A great work of art often challenges our expectations. It is helpful to remember this in considering our children.

There are two extremely important points to all this. First is that we, as parents, for as much as we know, have no idea how music lessons will play out in our children’s lives. We cannot even begin to guess, beyond the basics of things like discipline, appreciation of the arts, and the deepening of who we are as human beings—all the reasons we hopefully started out on this Suzuki journey—what role music study will play in our children’s lives. We can certainly stop wondering if all the time, energy, and money spent is worth it, because it is. How it is worth it, though, is not information we are privy to.

Second it is vital—vital—for us to understand that we are in this for the long game. Or the long race. Because of the first point.

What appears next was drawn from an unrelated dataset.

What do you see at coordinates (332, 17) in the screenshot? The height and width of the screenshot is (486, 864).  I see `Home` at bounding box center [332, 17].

Sometimes practicing/lessons/Book Two will be magical and loving and successful and you will feel like you have Arrived—thank goodness you stuck through that earlier hard stuff because now all is good. And sometimes—maybe three weeks after this, maybe a year or two later—you will wonder where you or your child or your teacher or the world failed, because we aren’t getting anywhere/this is just too hard/my kid hates practicing and I hate trying to make her practice. Sometimes school or life or family are simply in the way, sometimes we fall so far off the practice wagon we cannot even see it in the distance anymore.

We can certainly stop wondering if all the time, energy, and money spent is worth it, because it is. How it is worth it, though, is not information we are privy to.

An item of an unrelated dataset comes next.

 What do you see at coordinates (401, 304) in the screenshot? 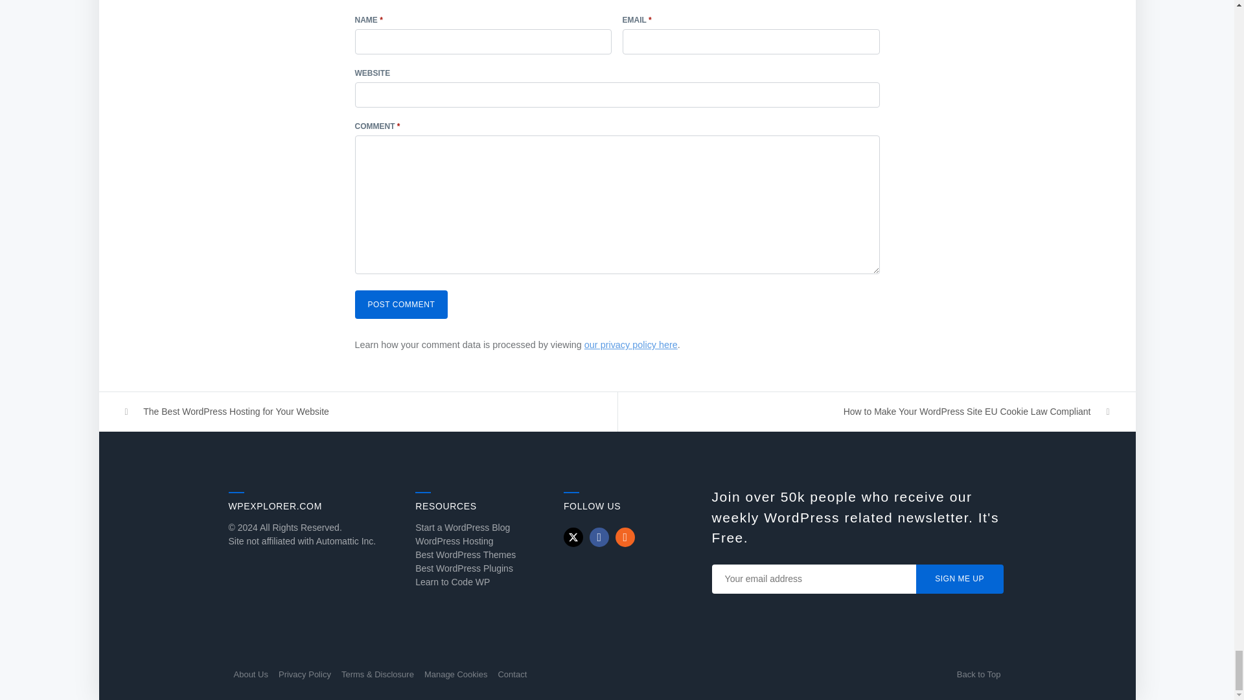
I see `Post Comment` at bounding box center [401, 304].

I want to remind you that this is okay. It is part of the story. It is part of this work-of-art-in-human-form you and your child are creating.

A great work of art often challenges our expectations. It is helpful to remember this in considering our children. The older they get, the more they will take over the telling of their individual stories. This will require parents’ patience, our eyes, our ears. A fair amount of waiting. And the understanding that this struggle, this labyrinth, this holding pattern you find yourself in, is part of it—not the end of it. If you are walking the hills right now, or perhaps collapsed on one, convinced you will never get up, know that you are not alone. I am on one of those hills myself, and I have been on others in the past. Each one proves to me that my hopes and expectations are not the central thing. My kids are—their needs, their personalities, and ultimately the people they are becoming.

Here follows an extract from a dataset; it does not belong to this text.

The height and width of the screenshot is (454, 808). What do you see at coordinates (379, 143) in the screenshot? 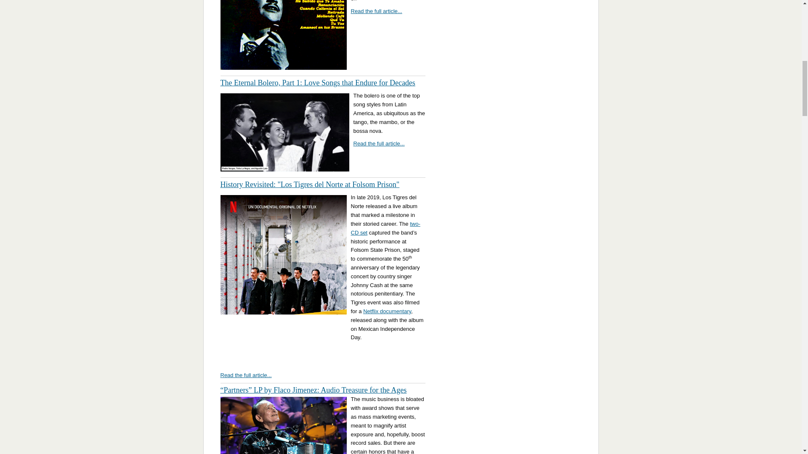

The sign at the head of the trail my friends and I trained on warns:

On this trail, you may experience:

Natural surface, dirt, mud, gravel, shifting rocks, slippery surface, etc.

Rocks, roots, and/or downed vegetation on the trail

Steep grades and inclines more than 10 percent

Bridges and/or structural crossings

Water/stream crossings without bridges

Often as a parent I feel like I am running through the woods at twilight. The only thing I’ve ever found to work well is to look at the path in front of me and decide the best way to take the next step. No matter how it should look, or used to look, or how far ahead I can see. All that matters is what is actually in front of me and how I respond. It is, after all, the middle of a rugged trail, and being on it at all counts for a lot. Along the way the scenery is beautiful, and there will probably be some really good stories to tell at the end.